A multiplicative operator is self-adjoint

functional-analysisself-adjoint-operators

I am doing the following problem: Let $(M,\mathcal{A},\mu)$ be a general measure space, $f:M\to \mathbb{R}$ be a measurable function. Define the operator $A_f:\mathrm{dom}(A_f)\to L^2(\mu)$ by $$\mathrm{dom}(A_f):=\{\psi\in L^2(\mu)|f\psi\in L^2(\mu)\}$$ $$A_f\psi=f\psi,\forall\psi\in\mathrm{dom}(A_f)$$ Show this operator is self-adjoint for any given measurable function $f$.

It is clear that this operator is symmetric, but I can't think of any method to argue the domain of $A^*_f$ is the same as that of $A_f$ (I know it's at least larger so we only need to prove $\mathrm{dom}(A^*_f)\subset\mathrm{dom}(A_f)$). By definition I can have $$\left<A_f^*\psi,\phi\right>=\left<\psi,A_f\phi\right>=\left<\psi,f\phi\right>=
\left<f\psi,\phi\right>,\forall \phi\in\mathrm{dom}(A_f)$$

so $A^*_f\psi=f\psi,\forall \psi\in\mathrm{dom}(A^*_f)$.
However it doesn't seem to help much.

Best Answer

If you can show $A_f^\ast \psi=f\psi$, you are done (since $A_f^\ast \psi\in L^2$ by definition). However, this does not follow immediately from the equality $$ \langle A_f^\ast \psi,\phi\rangle=\int f\psi\phi\,d\mu. $$ because $f\psi$ is a priori only a measurable function and not in $L^2$ (that's what you want to prove).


- [What you are asked to do]: Without the images, print every line of the material below exactly as given.
§ §
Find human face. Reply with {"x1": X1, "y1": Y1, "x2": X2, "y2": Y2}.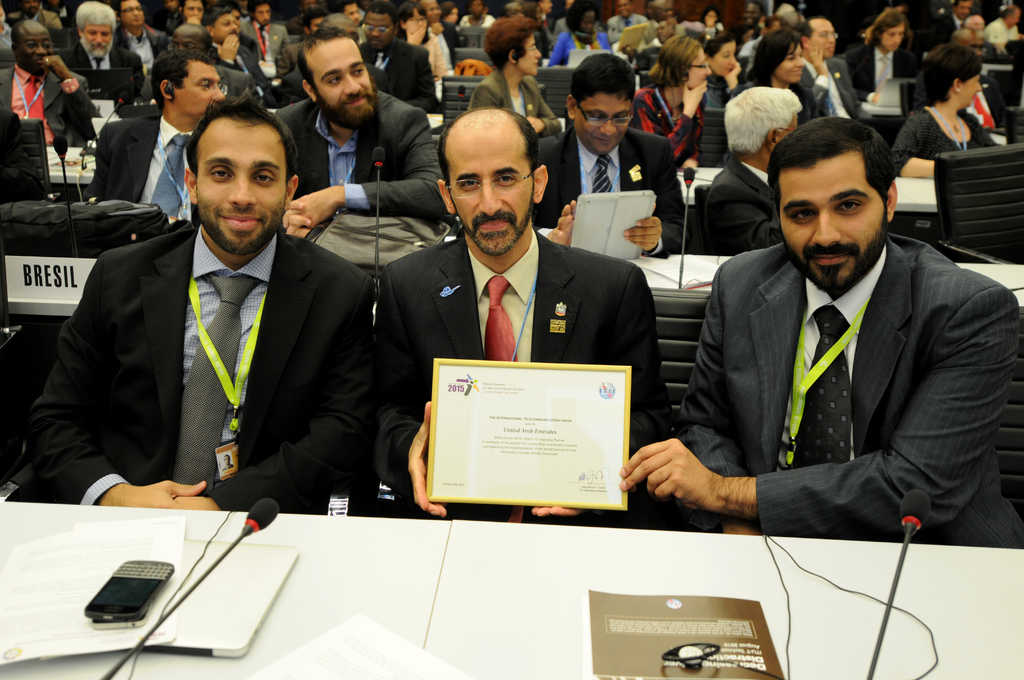
{"x1": 579, "y1": 97, "x2": 638, "y2": 156}.
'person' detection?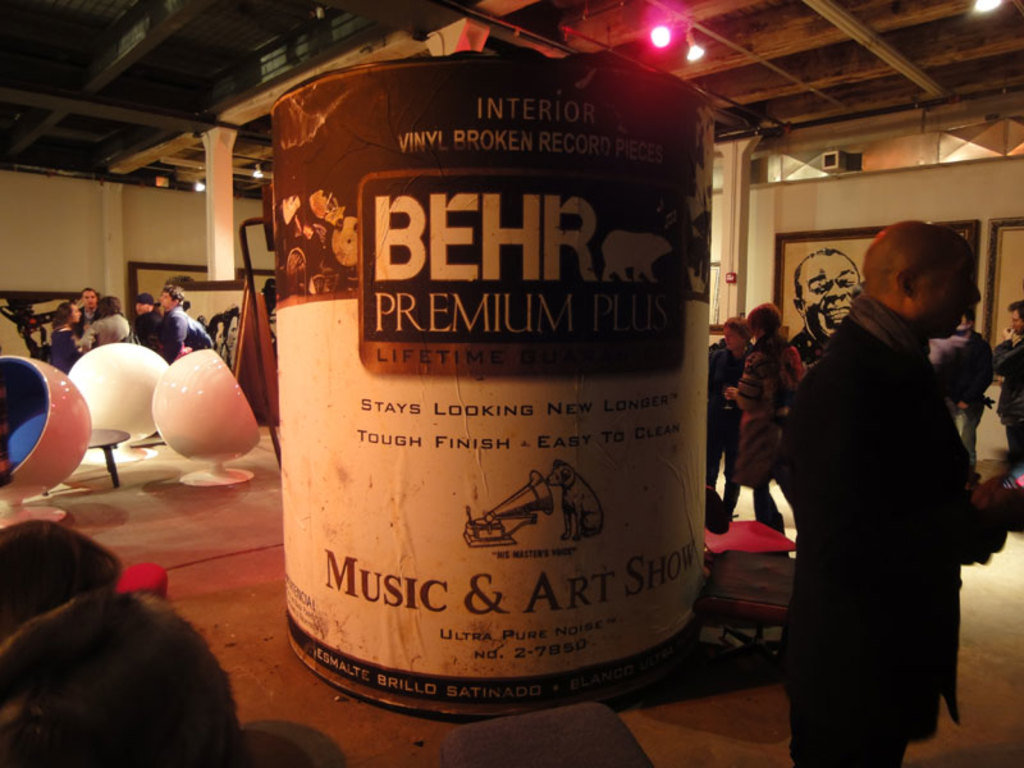
box(157, 283, 183, 364)
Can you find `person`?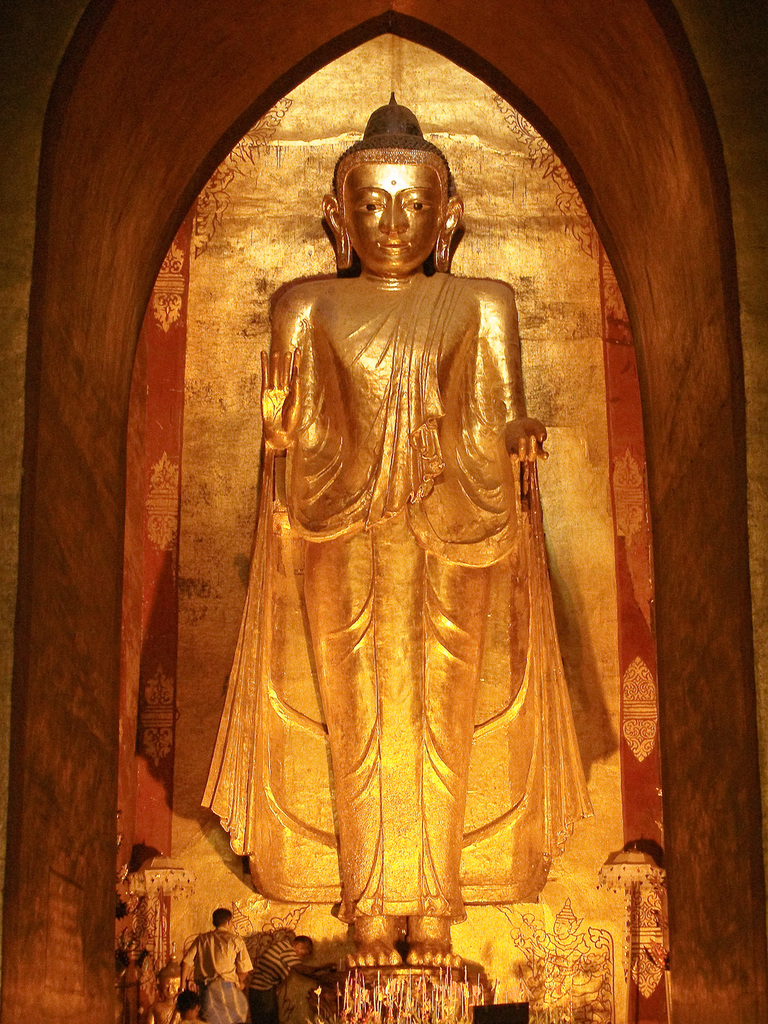
Yes, bounding box: [x1=188, y1=89, x2=602, y2=981].
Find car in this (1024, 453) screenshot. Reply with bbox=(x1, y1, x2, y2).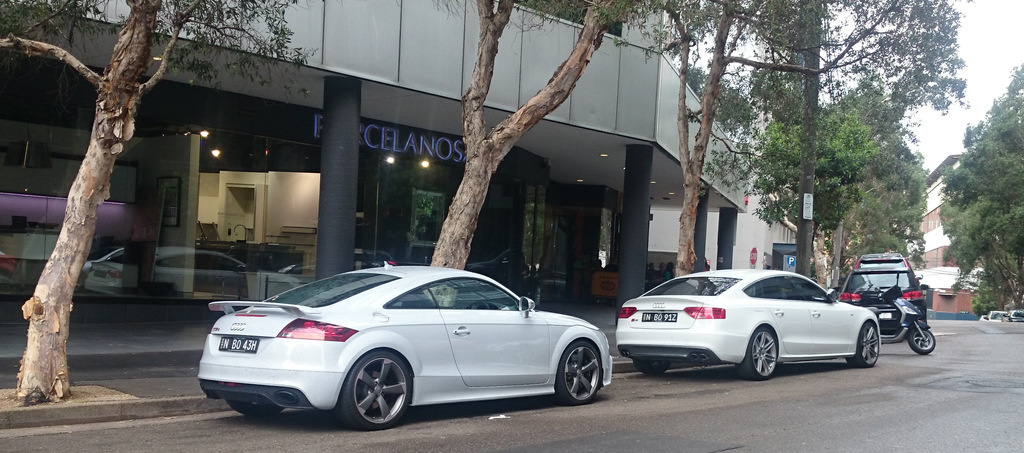
bbox=(976, 315, 988, 322).
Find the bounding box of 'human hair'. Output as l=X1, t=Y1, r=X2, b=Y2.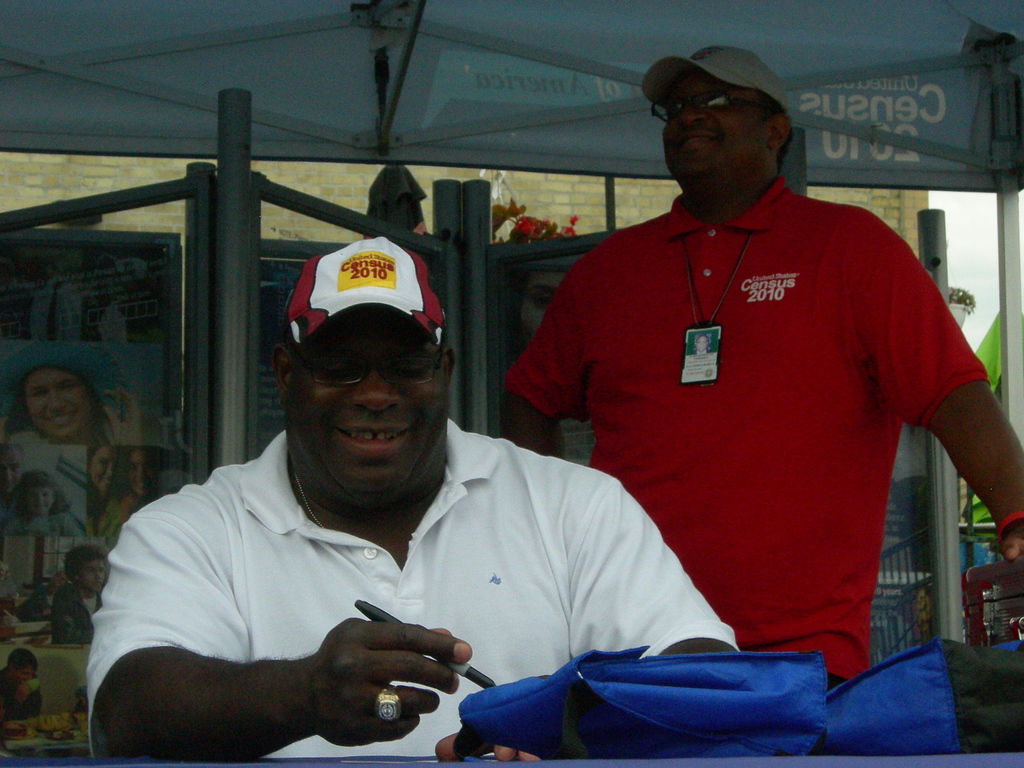
l=4, t=472, r=69, b=512.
§ §
- [Your solution]:
Find human face. Reply with {"x1": X1, "y1": Y1, "x2": X2, "y2": Y2}.
{"x1": 579, "y1": 97, "x2": 638, "y2": 156}.
'person' detection?
box(157, 283, 183, 364)
Can you find `person`?
Yes, bounding box: [x1=188, y1=89, x2=602, y2=981].
Find car in this (1024, 453) screenshot. Reply with bbox=(x1, y1, x2, y2).
bbox=(976, 315, 988, 322).
Find the bounding box of 'human hair'. Output as l=X1, t=Y1, r=X2, b=Y2.
l=4, t=472, r=69, b=512.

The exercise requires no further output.